Words are Hard to Find
On Writer's Block
Novelist Carlos Fuentes says that writing is a “struggle against silence.” If that is true then things have been very quiet for me lately. It’s been almost too quiet.
Writer’s block, at its core, is a multifaceted anxiety disorder of sorts that inhibits productivity. It stems in part for a desire to produce words so good that they blister reader’s brains with brilliance. The other part of writer’s block is when the scribe stares down the blank page and loses, intimidated by the unknown.
Further inherent in writer’s block is an abject fear of failure. The writer fears that their investment of energy might not be accepted in an appropriate manner.
Actor–writer Steven Fry considers that an inability to concentrate is also at the core of writer’s block. He makes a very salient point. Still, it is nice to jump around a bit and let the brain air itself out, don’t you think?
Wait: What did Fry say? Just kidding. I just wanted to see if you were concentrating.
Screenwriter-novelist (sometimes the other way around), and all-around regular guy William Goldman believes that the easiest thing in the world is to “not write.” Playing devil’s advocate, I guess he thinks the hardest thing in the world is to write.
If so, then I am highly inclined to agree.
Where I seem to confuse myself is that I engage in two kinds of writing. First is the writing to put food on the table. The other type is predominantly fiction writing that resulted short fiction, literary journalism style pieces, a couple of plays and screenplays that occasionally puts food on the table. Both processes are for me quite different even though the end result is the same-to get words.

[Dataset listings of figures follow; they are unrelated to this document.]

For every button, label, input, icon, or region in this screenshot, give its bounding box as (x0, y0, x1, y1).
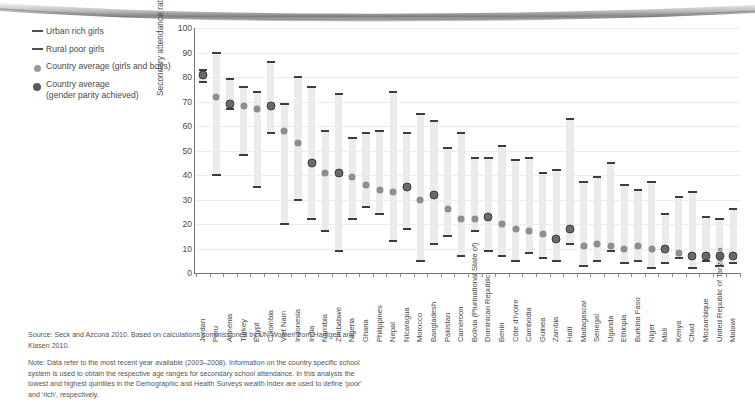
rural-poor-girls-cap (335, 250, 343, 252)
country-average-marker (471, 216, 478, 223)
range-bar (498, 146, 505, 256)
x-tick-label: Dominican Republic (484, 274, 491, 342)
range-bar (267, 62, 274, 133)
urban-rich-girls-cap (498, 145, 506, 147)
x-tick-label: Zambia (552, 317, 559, 342)
urban-rich-girls-cap (702, 216, 710, 218)
rural-poor-girls-cap (525, 252, 533, 254)
y-tick-label: 80 (182, 72, 192, 82)
country-average-marker (635, 243, 642, 250)
urban-rich-girls-cap (280, 103, 288, 105)
dash-icon (28, 26, 46, 32)
urban-rich-girls-cap (253, 91, 261, 93)
legend-item-label: Urban rich girls (46, 26, 104, 37)
dash-icon (28, 44, 46, 50)
range-bar (294, 77, 301, 200)
data-note: Note: Data refer to the most recent year… (28, 358, 373, 400)
rural-poor-girls-cap (457, 255, 465, 257)
country-average-gender-parity-marker (688, 251, 697, 260)
x-tick-label: Burkina Faso (634, 297, 641, 342)
range-bar (594, 177, 601, 260)
y-tick-label: 30 (182, 195, 192, 205)
x-tick-label: Guinea (539, 318, 546, 343)
urban-rich-girls-cap (661, 213, 669, 215)
country-average-marker (295, 140, 302, 147)
urban-rich-girls-cap (321, 130, 329, 132)
x-tick-label: Chad (688, 324, 695, 342)
country-average-marker (363, 181, 370, 188)
legend-item-label: Rural poor girls (46, 44, 104, 55)
rural-poor-girls-cap (321, 230, 329, 232)
x-tick-label: Nicaragua (403, 307, 410, 342)
rural-poor-girls-cap (675, 257, 683, 259)
country-average-marker (322, 169, 329, 176)
y-tick-label: 10 (182, 244, 192, 254)
country-average-gender-parity-marker (729, 251, 738, 260)
country-average-marker (444, 206, 451, 213)
y-axis-tick-labels: 0102030405060708090100 (170, 24, 192, 277)
rural-poor-girls-cap (539, 257, 547, 259)
urban-rich-girls-cap (647, 181, 655, 183)
urban-rich-girls-cap (620, 184, 628, 186)
country-average-marker (349, 174, 356, 181)
urban-rich-girls-cap (267, 61, 275, 63)
country-average-marker (539, 230, 546, 237)
x-tick-label: Haiti (566, 327, 573, 342)
urban-rich-girls-cap (403, 132, 411, 134)
urban-rich-girls-cap (471, 157, 479, 159)
rural-poor-girls-cap (593, 260, 601, 262)
urban-rich-girls-cap (552, 169, 560, 171)
rural-poor-girls-cap (362, 206, 370, 208)
rural-poor-girls-cap (566, 243, 574, 245)
light-dot-icon (28, 61, 46, 72)
x-tick-label: Morocco (416, 313, 423, 342)
range-bar (417, 114, 424, 261)
range-bar (512, 160, 519, 260)
x-tick-label: Uganda (607, 315, 614, 342)
range-bar (213, 53, 220, 176)
urban-rich-girls-cap (539, 172, 547, 174)
x-tick-label: Mali (661, 328, 668, 342)
urban-rich-girls-cap (362, 132, 370, 134)
rural-poor-girls-cap (294, 199, 302, 201)
urban-rich-girls-cap (634, 189, 642, 191)
country-average-marker (526, 228, 533, 235)
x-tick-label: Benin (498, 323, 505, 342)
urban-rich-girls-cap (307, 86, 315, 88)
country-average-gender-parity-marker (266, 102, 275, 111)
urban-rich-girls-cap (443, 147, 451, 149)
rural-poor-girls-cap (403, 228, 411, 230)
urban-rich-girls-cap (212, 52, 220, 54)
y-tick-label: 70 (182, 97, 192, 107)
range-bar (662, 214, 669, 263)
country-average-marker (458, 216, 465, 223)
x-tick-label: Bangladesh (430, 302, 437, 342)
x-tick-label: United Republic of Tanzania (716, 248, 723, 342)
rural-poor-girls-cap (253, 186, 261, 188)
range-bar (281, 104, 288, 224)
country-average-marker (594, 240, 601, 247)
urban-rich-girls-cap (239, 86, 247, 88)
country-average-gender-parity-marker (702, 251, 711, 260)
y-tick-label: 40 (182, 170, 192, 180)
country-average-marker (675, 250, 682, 257)
x-tick-label: Cameroon (457, 307, 464, 342)
y-tick-label: 60 (182, 121, 192, 131)
range-bar (634, 190, 641, 261)
rural-poor-girls-cap (688, 267, 696, 269)
chart-footnotes: Source: Seck and Azcona 2010. Based on c… (28, 330, 373, 407)
chart-plot-area (196, 28, 740, 273)
country-average-marker (376, 186, 383, 193)
urban-rich-girls-cap (348, 137, 356, 139)
range-bar (458, 133, 465, 256)
range-bar (444, 148, 451, 236)
y-axis-title: Secondary attendance rates (%) (155, 0, 165, 96)
rural-poor-girls-cap (634, 260, 642, 262)
rural-poor-girls-cap (647, 267, 655, 269)
country-average-gender-parity-marker (226, 99, 235, 108)
country-average-gender-parity-marker (334, 168, 343, 177)
data-series-layer (196, 28, 740, 273)
urban-rich-girls-cap (729, 208, 737, 210)
urban-rich-girls-cap (375, 130, 383, 132)
country-average-marker (512, 225, 519, 232)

The first kind of writing actually comes easy for me. I was trained as a journalist and somehow learned to write, stream of consciousness style, as I was putting the story together. What my notes would look like were disconnected pieces of a puzzle that I would later come back and reconnect. I always made sure a good story was chock full of facts.
The other style involved fiction writing. It has been rather challenging but quite rewarding. It also has its drawbacks. Somehow in my mind I have an unusually high sensitivity to rejection. This sensitivity inhibits me subconsciously in that I don’t write because I don’t want to deal with rejection. What this rejection could be varies.
It is clearly something I must get over because if I can somehow merge the two styles of writing, there might be any stopping me. I don’t mean in becoming successful, I mean becoming highly-productive. I need words and I need them now.
When I started as a reporter post-graduate school, it was in the newsroom of a news-talk formatted radio station. There were deadlines every quarter hour.
The pace was brutal and unrelenting. I learned how to deal with it by becoming a machine. In fact, some people called me a machine. Words at will: you want a political story? Boom. Here you go. You want a murder story? Take this.
For some reason, I have trouble approaching my more creative endeavors the same way.
Wallace Stevens, in his poem The Emperor of Ice-Cream, wrote “let be be the finale of seem.” It is a sentiment that I like because I often “seem” but I am never in a state of “be.”
It’s far better to be a writer than to seem to be a writer.
Enough with the lip service, I am off to do something about it. It is difficult to pay lip service to results.
What do you do to break through writer’s block?